Wednesday, October 29, 2003

War isn't cheap

Read this important editorial by Richard Hart Sinnreich that makes a point that few of the Bushies seem to understand: winning is defined by the losers. It is only when your opponent accepts the fact that they have lost that you have truly won.

... Very few wars have ended in the loser's annihilation. Most end instead with his acceptance of defeat, aware that no amount of courage, stamina or self-sacrifice can reverse the outcome. The challenge is to bring that condition about as quickly and inexpensively as possible.

But history repeatedly has demonstrated that fighting a war quickly and cheaply doesn't guarantee winning it quickly and cheaply. Indeed, the two more often than not tend to be mutually exclusive. It was for that reason above all that Prussian theorist Carl von Clausewitz was right to insist that the most vital judgment before going to war is understanding the kind of war on which one is embarking.

Rumsfeld's "war on the cheap" strategy may be the biggest blunder of all.

Update: Josh Marshal expanded on this concept in a column published before the war (March 19th) about the reconstruction of Germany and Japan after World War II. He makes the point that the success of the post-war program in those countries was based, in part, on the totality of the defeat they suffered at the hands of the allies:

Violence, death and destruction on such a massive scale have a profound conditioning effect on the psyches of individuals. And the same applies to whole nations. Japan and Germany weren’t just ‘defeated’ or ‘occupied,’ they were crushed — not just their armies, but their civilian populations too. This led to a sort of national humiliation and a transformative willingness to embrace defeat and change.

True defeat changes people and nations too. The fact that our subsequent occupation turned out to be so benign was extremely important. But part of that importance was the contrast between how much these populations had suffered during the war and how much better things got for them after we took over.

What is ironic about this is that the idea of "transformative defeat" is a concept embraced by the neo-cons. Yet it is the neo-cons who have also tried to push the idea of "war on the cheap" (both in terms of cash and lives lost), perhaps because they realized that an expensive war, a bloody war, would be a hard sell in modern America. The problem is that the two ideas appear to be mutually incompatible.
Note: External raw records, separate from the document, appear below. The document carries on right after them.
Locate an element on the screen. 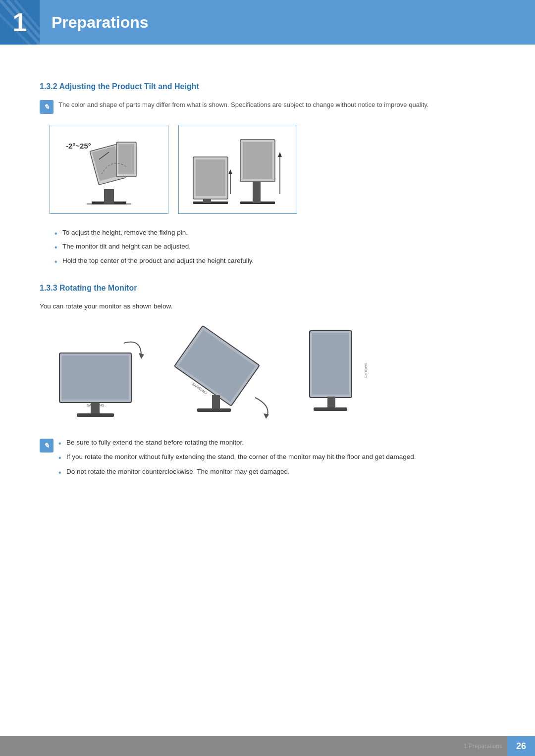 The width and height of the screenshot is (535, 756). section-133-heading: 1.3.3 Rotating the Monitor is located at coordinates (268, 288).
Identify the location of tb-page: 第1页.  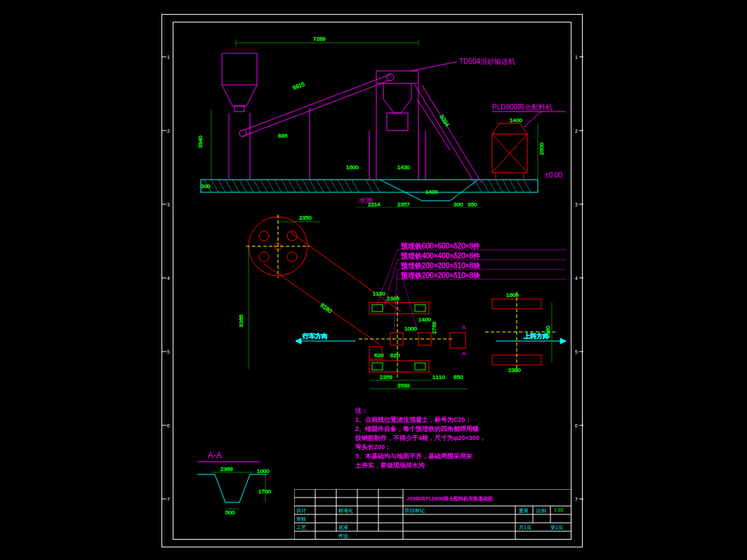
(557, 528).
You can't produce a "transformative defeat" without the humiliation that comes from a total defeat, yet a total defeat is an expensive proposition for the victor as well as the defeated.

What is doubly ironic is that the Iraq war may turn out to be one of our most expensive wars, yet the failure to push it towards a "transformative defeat" may make it one of our most costly failures.

One has to wonder if it could not lead to our own "transformative defeat".